It’s 3:30 a.m. and my beloved greyhound Gee is having a grand mal seizure on the couch. I can feel adrenaline—in the form of full alertness—course through my body. I watch over her, her paddling legs and foaming mouth, to make sure she will not injure herself. There is not much more I can do. I pay attention to how long the seizure lasts. I keep Pixie, my other greyhound back. In these minutes am focused and effective. This I recognize as fear in its useful guise. It allows me to handle a potentially dangerous currentsituation. It also keeps me wide awake to resting watchfully through the long four hours of post-seizure recovery, making sure she returns to herself and settles down to sleep it off. Anxiety helpfully rouses me to call the neurologist promptly at 8 am, when the clinic opens, to make sure we are doing the right things—change her meds or watch and wait?
Sometimes it’s easy to see how this kind of fear can be adaptive. But what about anxiety? Fear is present tense, in the moment. It causes alertness and swift action when necessary. Anxiety, on the other hand, is future focused: The next day I am worried she might have another seizure, and what would this mean? How useful could these thoughts be?
I have always thought this dichotomy between fear and anxiety explained why fear was useful to keep ourselves and loved ones safe, such as getting out of a fiery building. Anxiety, on the other hand, such as the hyperalert longer term worry that the house might catch fire, I thought was maladaptive, by definition. How could worry about the future ever have a place? Shouldn’t I try to get rid of it?
And yet, in retrospect, the watchfulness of anxiety in this case turned out to be practical. The next night I was wakeful (hypervigilance) and one bark from Pixie caused me to leap out of bed. I knew that distressed sound and in seconds was in the other room to again watch over another grand mal seizure. My hyperalert anxiety brain meant no fog to conquer or question of what to do. Future worry—that she might have another seizure—meant I was prepared.
I am warming to a radical idea: stop trying to get rid of anxiety. Throw away all my anxiety conquering books and quit the struggles intended to prevent anxiety. Work on letting go of my anxiety avoidance habits. Recognize that anxiety is not the enemy. Call a ceasefire in my war against anxiety. Instead, accept my anxiety in order to live my fullest life.
Those are the foundational concepts in Forsyth and Eifert’s, The Mindfulness & Acceptance Workbook for Anxiety. The idea is that the fight against anxiety is what feeds that anxiety to intolerable levels and keeps one from living a full life.
Try this: for the next five minutes, don’t think about a pink elephant.
Successful? No one is. The attempted repression of a thought only makes it more likely to pop up. Even when you momentarily stop thinking of the pink elephant, you must ask yourself if you’re thinking of the pink elephant—meaning the pink elephant has snuck into your thoughts. Inevitably.
Anxiety, Forsyth and Eifert say, is similar. The more you try to repress it, the stronger it becomes. Only through accepting its presence in our lives can we truly escape the negative effects.
The first time I began the workbook I had a hard time being open to the idea that anxiety might be okay. Sure, I believed in the power of mindfulness and acceptance, but only in the service of getting rid of anxiety. How could I truly accept anxiety when it kept me from driving on the highway or feeling calm or getting a good night’s sleep? Anxiety was constant companion, but not a friend. I quit after a few chapters.
My second go at this workbook is different. I can finally acknowledge that all my attempted techniques for getting rid of anxiety have at best been short term, partial solutions. At worst, they have backfired. It’s time for a radically new approach.
Right now? I am breathing with the anxiety about Gee’s condition, with an uncomfortable tightness in my chest. Yet I am open to the possibility that I can accept my anxiety. I am open to the idea that I might make friends with anxiety, whether it shows up as objectively helpful or useless. This workbook’s approach brings me hope that as I quit fighting anxiety, I will find a more peaceful way in the world, and I can help my clients do so, too.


> [Task to complete]: Could you copy every line of the data that contains "from"?

Segment Start: The data

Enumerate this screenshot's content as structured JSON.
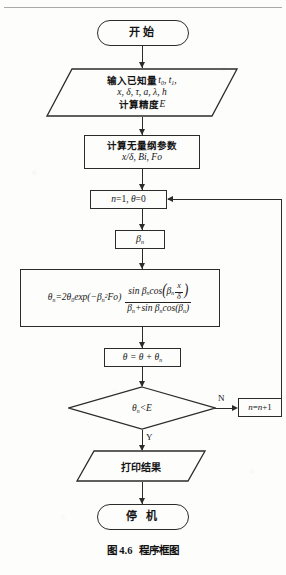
{
  "figure": {
    "caption_number": "图 4.6",
    "caption_title": "程序框图"
  },
  "nodes": {
    "start": {
      "label": "开始",
      "shape": "terminator"
    },
    "input": {
      "shape": "parallelogram",
      "line1_prefix": "输入已知量",
      "line1_vars": "t0, t1,",
      "line2": "x, δ, τ, a, λ, h",
      "line3_prefix": "计算精度",
      "line3_var": "E"
    },
    "dimensionless": {
      "shape": "process",
      "line1": "计算无量纲参数",
      "line2": "x/δ, Bi, Fo"
    },
    "init": {
      "shape": "process",
      "label": "n=1, θ=0"
    },
    "beta": {
      "shape": "process",
      "label": "βn"
    },
    "formula": {
      "shape": "process",
      "lhs": "θn=2θ0exp(−βn²Fo)",
      "numerator": "sin βn cos(βn x/δ)",
      "denominator": "βn + sin βn cos(βn)"
    },
    "accumulate": {
      "shape": "process",
      "label": "θ = θ + θn"
    },
    "decision": {
      "shape": "diamond",
      "label": "θn<E"
    },
    "increment": {
      "shape": "process",
      "label": "n=n+1"
    },
    "print": {
      "shape": "parallelogram",
      "label": "打印结果"
    },
    "stop": {
      "label": "停 机",
      "shape": "terminator"
    }
  },
  "edges": {
    "no_label": "N",
    "yes_label": "Y"
  },
  "colors": {
    "stroke": "#2b2b2b",
    "text": "#141414",
    "background": "#fdfdfc",
    "rule": "#a9a9a6"
  }
}
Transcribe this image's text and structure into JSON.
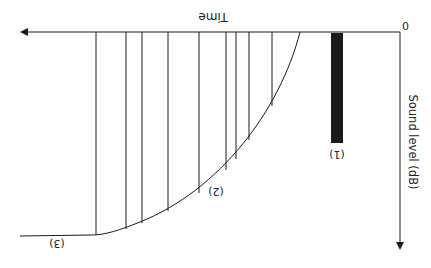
{
  "diagram": {
    "orientation": "rotated 180 degrees (upside-down)",
    "axes": {
      "x_label": "Time",
      "y_label": "Sound level (dB)",
      "origin_label": "0"
    },
    "labels": {
      "direct_sound": "(1)",
      "early_reflections": "(2)",
      "reverberant_tail": "(3)"
    },
    "colors": {
      "line": "#1a1a1a",
      "bar": "#1a1a1a",
      "background": "#ffffff"
    }
  }
}
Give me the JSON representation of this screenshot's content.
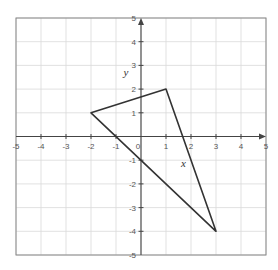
{
  "diagram": {
    "type": "coordinate-plane",
    "x_range": [
      -5,
      5
    ],
    "y_range": [
      -5,
      5
    ],
    "x_ticks": [
      "-5",
      "-4",
      "-3",
      "-2",
      "-1",
      "0",
      "1",
      "2",
      "3",
      "4",
      "5"
    ],
    "y_ticks": [
      "-5",
      "-4",
      "-3",
      "-2",
      "-1",
      "1",
      "2",
      "3",
      "4",
      "5"
    ],
    "grid": true,
    "triangle": {
      "vertices": [
        [
          -2,
          1
        ],
        [
          1,
          2
        ],
        [
          3,
          -4
        ]
      ],
      "stroke": "#333333"
    },
    "side_labels": [
      {
        "text": "y",
        "x": -0.6,
        "y": 2.55
      },
      {
        "text": "x",
        "x": 1.7,
        "y": -1.3
      }
    ],
    "colors": {
      "grid": "#d9d9d9",
      "frame": "#888888",
      "axis": "#444444",
      "shape": "#333333"
    }
  }
}
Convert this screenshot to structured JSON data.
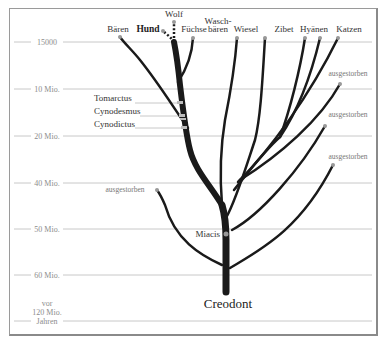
{
  "diagram": {
    "root_label": "Creodont",
    "node_label": "Miacis",
    "time_axis": [
      {
        "label": "15000",
        "y": 42
      },
      {
        "label": "10 Mio.",
        "y": 89
      },
      {
        "label": "20 Mio.",
        "y": 136
      },
      {
        "label": "40 Mio.",
        "y": 183
      },
      {
        "label": "50 Mio.",
        "y": 229
      },
      {
        "label": "60 Mio.",
        "y": 275
      },
      {
        "label_lines": [
          "vor",
          "120 Mio.",
          "Jahren"
        ],
        "y": 321
      }
    ],
    "leaves": {
      "baeren": "Bären",
      "hund": "Hund",
      "wolf": "Wolf",
      "fuechse": "Füchse",
      "waschbaeren_1": "Wasch-",
      "waschbaeren_2": "bären",
      "wiesel": "Wiesel",
      "zibet": "Zibet",
      "hyaenen": "Hyänen",
      "katzen": "Katzen"
    },
    "fossils": {
      "tomarctus": "Tomarctus",
      "cynodesmus": "Cynodesmus",
      "cynodictus": "Cynodictus"
    },
    "extinct": {
      "right_1": "ausgestorben",
      "right_2": "ausgestorben",
      "right_3": "ausgestorben",
      "left_1": "ausgestorben"
    },
    "colors": {
      "branch": "#1a1a1a",
      "grid": "#c8c8c8",
      "tick_text": "#8c8c8c",
      "node": "#999999"
    }
  }
}
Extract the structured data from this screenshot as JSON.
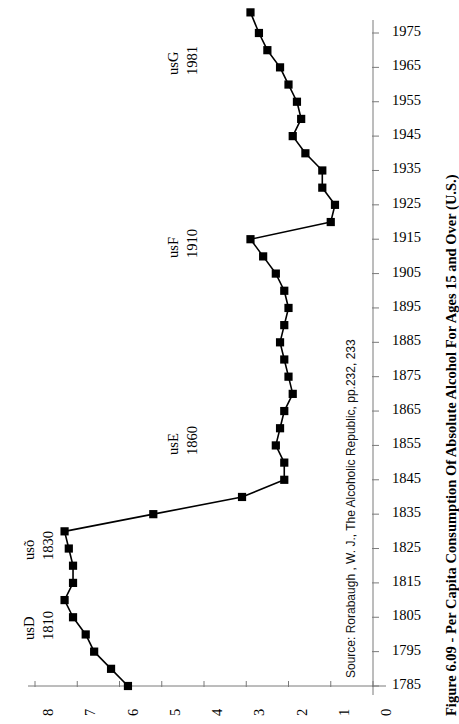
{
  "figure": {
    "title": "Figure 6.09 - Per Capita Consumption Of Absolute Alcohol For Ages 15 and Over (U.S.)",
    "source": "Source: Rorabaugh , W. J., The Alcoholic Republic, pp.232, 233"
  },
  "annotations": [
    {
      "id": "usG",
      "code": "usG",
      "year": "1981"
    },
    {
      "id": "usF",
      "code": "usF",
      "year": "1910"
    },
    {
      "id": "usE",
      "code": "usE",
      "year": "1860"
    },
    {
      "id": "usd",
      "code": "usõ",
      "year": "1830"
    },
    {
      "id": "usD",
      "code": "usD",
      "year": "1810"
    }
  ],
  "chart_data": {
    "type": "line",
    "orientation": "rotated-90",
    "title": "Figure 6.09 - Per Capita Consumption Of Absolute Alcohol For Ages 15 and Over (U.S.)",
    "xlabel": "Gallons of absolute alcohol per capita",
    "ylabel": "Year",
    "grid": false,
    "legend": "none",
    "value_axis": {
      "position": "bottom",
      "ticks": [
        8,
        7,
        6,
        5,
        4,
        3,
        2,
        1,
        0
      ],
      "tick_labels": [
        "8",
        "7",
        "6",
        "5",
        "4",
        "3",
        "2",
        "1",
        "0"
      ],
      "range": [
        8,
        0
      ],
      "direction": "decreasing-left-to-right"
    },
    "year_axis": {
      "position": "right",
      "ticks": [
        1785,
        1795,
        1805,
        1815,
        1825,
        1835,
        1845,
        1855,
        1865,
        1875,
        1885,
        1895,
        1905,
        1915,
        1925,
        1935,
        1945,
        1955,
        1965,
        1975
      ],
      "tick_labels": [
        "1785",
        "1795",
        "1805",
        "1815",
        "1825",
        "1835",
        "1845",
        "1855",
        "1865",
        "1875",
        "1885",
        "1895",
        "1905",
        "1915",
        "1925",
        "1935",
        "1945",
        "1955",
        "1965",
        "1975"
      ],
      "range": [
        1785,
        1980
      ]
    },
    "series": [
      {
        "name": "Per capita absolute alcohol consumption (gallons), ages 15+",
        "marker": "square",
        "color": "#000000",
        "points": [
          {
            "year": 1785,
            "value": 5.8
          },
          {
            "year": 1790,
            "value": 6.2
          },
          {
            "year": 1795,
            "value": 6.6
          },
          {
            "year": 1800,
            "value": 6.8
          },
          {
            "year": 1805,
            "value": 7.1
          },
          {
            "year": 1810,
            "value": 7.3
          },
          {
            "year": 1815,
            "value": 7.1
          },
          {
            "year": 1820,
            "value": 7.1
          },
          {
            "year": 1825,
            "value": 7.2
          },
          {
            "year": 1830,
            "value": 7.3
          },
          {
            "year": 1835,
            "value": 5.2
          },
          {
            "year": 1840,
            "value": 3.1
          },
          {
            "year": 1845,
            "value": 2.1
          },
          {
            "year": 1850,
            "value": 2.1
          },
          {
            "year": 1855,
            "value": 2.3
          },
          {
            "year": 1860,
            "value": 2.2
          },
          {
            "year": 1865,
            "value": 2.1
          },
          {
            "year": 1870,
            "value": 1.9
          },
          {
            "year": 1875,
            "value": 2.0
          },
          {
            "year": 1880,
            "value": 2.1
          },
          {
            "year": 1885,
            "value": 2.2
          },
          {
            "year": 1890,
            "value": 2.1
          },
          {
            "year": 1895,
            "value": 2.0
          },
          {
            "year": 1900,
            "value": 2.1
          },
          {
            "year": 1905,
            "value": 2.3
          },
          {
            "year": 1910,
            "value": 2.6
          },
          {
            "year": 1915,
            "value": 2.9
          },
          {
            "year": 1920,
            "value": 1.0
          },
          {
            "year": 1925,
            "value": 0.9
          },
          {
            "year": 1930,
            "value": 1.2
          },
          {
            "year": 1935,
            "value": 1.2
          },
          {
            "year": 1940,
            "value": 1.6
          },
          {
            "year": 1945,
            "value": 1.9
          },
          {
            "year": 1950,
            "value": 1.7
          },
          {
            "year": 1955,
            "value": 1.8
          },
          {
            "year": 1960,
            "value": 2.0
          },
          {
            "year": 1965,
            "value": 2.2
          },
          {
            "year": 1970,
            "value": 2.5
          },
          {
            "year": 1975,
            "value": 2.7
          },
          {
            "year": 1981,
            "value": 2.9
          }
        ]
      }
    ]
  }
}
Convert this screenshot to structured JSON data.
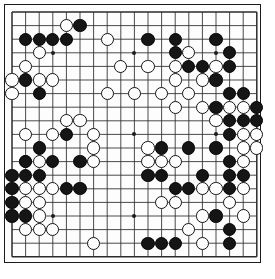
{
  "app": {
    "title": "Go board position",
    "board_type": "go-board",
    "size": 19
  },
  "board": {
    "columns": 19,
    "rows": 19,
    "line_color": "#2a2a2a",
    "border_color": "#1c1c1c",
    "background_color": "#fdfdfd",
    "black_color": "#151515",
    "white_color": "#ffffff",
    "origin_x": 7,
    "origin_y": 7,
    "spacing": 13.6,
    "stone_radius": 6.6,
    "star_points": [
      [
        4,
        4
      ],
      [
        10,
        4
      ],
      [
        16,
        4
      ],
      [
        4,
        10
      ],
      [
        10,
        10
      ],
      [
        16,
        10
      ],
      [
        4,
        16
      ],
      [
        10,
        16
      ],
      [
        16,
        16
      ]
    ]
  },
  "stones": {
    "black": [
      [
        6,
        2
      ],
      [
        2,
        3
      ],
      [
        3,
        3
      ],
      [
        4,
        3
      ],
      [
        5,
        3
      ],
      [
        11,
        3
      ],
      [
        13,
        3
      ],
      [
        16,
        3
      ],
      [
        13,
        4
      ],
      [
        17,
        4
      ],
      [
        14,
        5
      ],
      [
        15,
        5
      ],
      [
        17,
        5
      ],
      [
        2,
        6
      ],
      [
        16,
        6
      ],
      [
        3,
        7
      ],
      [
        17,
        7
      ],
      [
        18,
        7
      ],
      [
        16,
        8
      ],
      [
        19,
        8
      ],
      [
        17,
        9
      ],
      [
        18,
        9
      ],
      [
        19,
        9
      ],
      [
        5,
        10
      ],
      [
        17,
        10
      ],
      [
        3,
        11
      ],
      [
        12,
        11
      ],
      [
        14,
        11
      ],
      [
        16,
        11
      ],
      [
        2,
        12
      ],
      [
        4,
        12
      ],
      [
        6,
        12
      ],
      [
        17,
        12
      ],
      [
        1,
        13
      ],
      [
        2,
        13
      ],
      [
        3,
        13
      ],
      [
        11,
        13
      ],
      [
        12,
        13
      ],
      [
        15,
        13
      ],
      [
        17,
        13
      ],
      [
        18,
        13
      ],
      [
        1,
        14
      ],
      [
        5,
        14
      ],
      [
        6,
        14
      ],
      [
        13,
        14
      ],
      [
        14,
        14
      ],
      [
        17,
        14
      ],
      [
        1,
        15
      ],
      [
        1,
        16
      ],
      [
        2,
        16
      ],
      [
        16,
        16
      ],
      [
        17,
        17
      ],
      [
        11,
        18
      ],
      [
        12,
        18
      ],
      [
        13,
        18
      ],
      [
        17,
        18
      ]
    ],
    "white": [
      [
        5,
        2
      ],
      [
        8,
        3
      ],
      [
        3,
        4
      ],
      [
        14,
        4
      ],
      [
        2,
        5
      ],
      [
        9,
        5
      ],
      [
        11,
        5
      ],
      [
        13,
        5
      ],
      [
        16,
        5
      ],
      [
        1,
        6
      ],
      [
        3,
        6
      ],
      [
        4,
        6
      ],
      [
        13,
        6
      ],
      [
        15,
        6
      ],
      [
        1,
        7
      ],
      [
        8,
        7
      ],
      [
        10,
        7
      ],
      [
        12,
        7
      ],
      [
        14,
        7
      ],
      [
        13,
        8
      ],
      [
        15,
        8
      ],
      [
        17,
        8
      ],
      [
        18,
        8
      ],
      [
        5,
        9
      ],
      [
        6,
        9
      ],
      [
        16,
        9
      ],
      [
        2,
        10
      ],
      [
        4,
        10
      ],
      [
        7,
        10
      ],
      [
        18,
        10
      ],
      [
        19,
        10
      ],
      [
        7,
        11
      ],
      [
        11,
        11
      ],
      [
        18,
        11
      ],
      [
        19,
        11
      ],
      [
        2,
        12
      ],
      [
        3,
        12
      ],
      [
        7,
        12
      ],
      [
        11,
        12
      ],
      [
        12,
        12
      ],
      [
        18,
        12
      ],
      [
        13,
        12
      ],
      [
        2,
        14
      ],
      [
        3,
        14
      ],
      [
        4,
        14
      ],
      [
        15,
        14
      ],
      [
        16,
        14
      ],
      [
        18,
        14
      ],
      [
        2,
        15
      ],
      [
        3,
        15
      ],
      [
        12,
        15
      ],
      [
        13,
        15
      ],
      [
        17,
        15
      ],
      [
        3,
        16
      ],
      [
        15,
        16
      ],
      [
        18,
        16
      ],
      [
        2,
        17
      ],
      [
        3,
        17
      ],
      [
        4,
        17
      ],
      [
        14,
        17
      ],
      [
        7,
        18
      ],
      [
        15,
        18
      ]
    ]
  }
}
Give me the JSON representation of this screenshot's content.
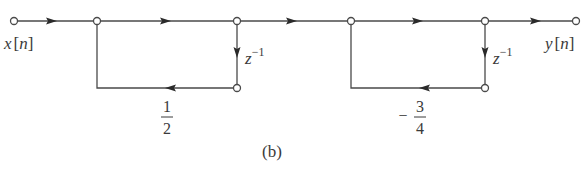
{
  "diagram": {
    "type": "signal-flow-graph",
    "caption": "(b)",
    "input_label": {
      "var": "x",
      "open": "[",
      "idx": "n",
      "close": "]"
    },
    "output_label": {
      "var": "y",
      "open": "[",
      "idx": "n",
      "close": "]"
    },
    "delay_1": {
      "base": "z",
      "exp": "−1"
    },
    "delay_2": {
      "base": "z",
      "exp": "−1"
    },
    "gain_1": {
      "sign": "",
      "num": "1",
      "den": "2"
    },
    "gain_2": {
      "sign": "−",
      "num": "3",
      "den": "4"
    },
    "nodes": [
      {
        "id": "input",
        "x": 14,
        "y": 21
      },
      {
        "id": "n1",
        "x": 97,
        "y": 21
      },
      {
        "id": "n2",
        "x": 237,
        "y": 21
      },
      {
        "id": "n3",
        "x": 351,
        "y": 21
      },
      {
        "id": "n4",
        "x": 485,
        "y": 21
      },
      {
        "id": "output",
        "x": 576,
        "y": 21
      },
      {
        "id": "d1",
        "x": 237,
        "y": 88
      },
      {
        "id": "d2",
        "x": 485,
        "y": 88
      }
    ],
    "branches": [
      {
        "from": "input",
        "to": "n1",
        "gain": "1"
      },
      {
        "from": "n1",
        "to": "n2",
        "gain": "1"
      },
      {
        "from": "n2",
        "to": "d1",
        "gain": "z^-1"
      },
      {
        "from": "d1",
        "to": "n1",
        "gain": "1/2"
      },
      {
        "from": "n2",
        "to": "n3",
        "gain": "1"
      },
      {
        "from": "n3",
        "to": "n4",
        "gain": "1"
      },
      {
        "from": "n4",
        "to": "d2",
        "gain": "z^-1"
      },
      {
        "from": "d2",
        "to": "n3",
        "gain": "-3/4"
      },
      {
        "from": "n4",
        "to": "output",
        "gain": "1"
      }
    ]
  }
}
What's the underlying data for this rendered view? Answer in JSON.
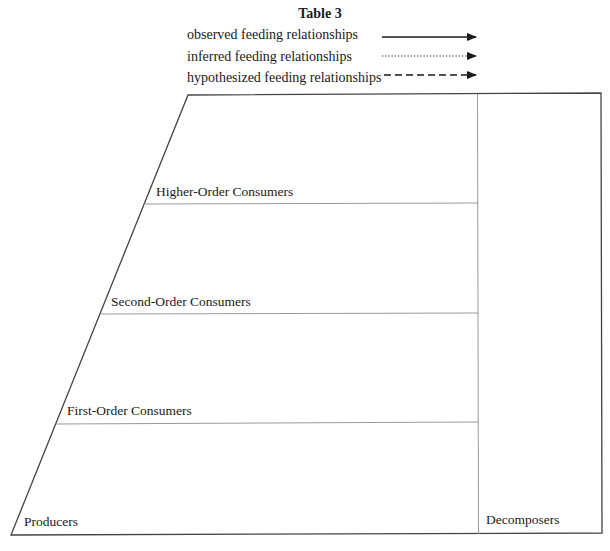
{
  "title": "Table 3",
  "legend": [
    {
      "label": "observed feeding relationships",
      "style": "solid"
    },
    {
      "label": "inferred feeding relationships",
      "style": "dotted"
    },
    {
      "label": "hypothesized feeding relationships",
      "style": "dashed"
    }
  ],
  "levels": [
    {
      "label": "Higher-Order Consumers"
    },
    {
      "label": "Second-Order Consumers"
    },
    {
      "label": "First-Order Consumers"
    },
    {
      "label": "Producers"
    }
  ],
  "side_column": {
    "label": "Decomposers"
  },
  "colors": {
    "outline": "#444444",
    "divider": "#999999",
    "text": "#1a1a1a"
  }
}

Segment End: The data

> [Result of this task]:
Extract the structured data from this screenshot as JSON.
        "from": "input",
        "from": "n1",
        "from": "n2",
        "from": "d1",
        "from": "n2",
        "from": "n3",
        "from": "n4",
        "from": "d2",
        "from": "n4",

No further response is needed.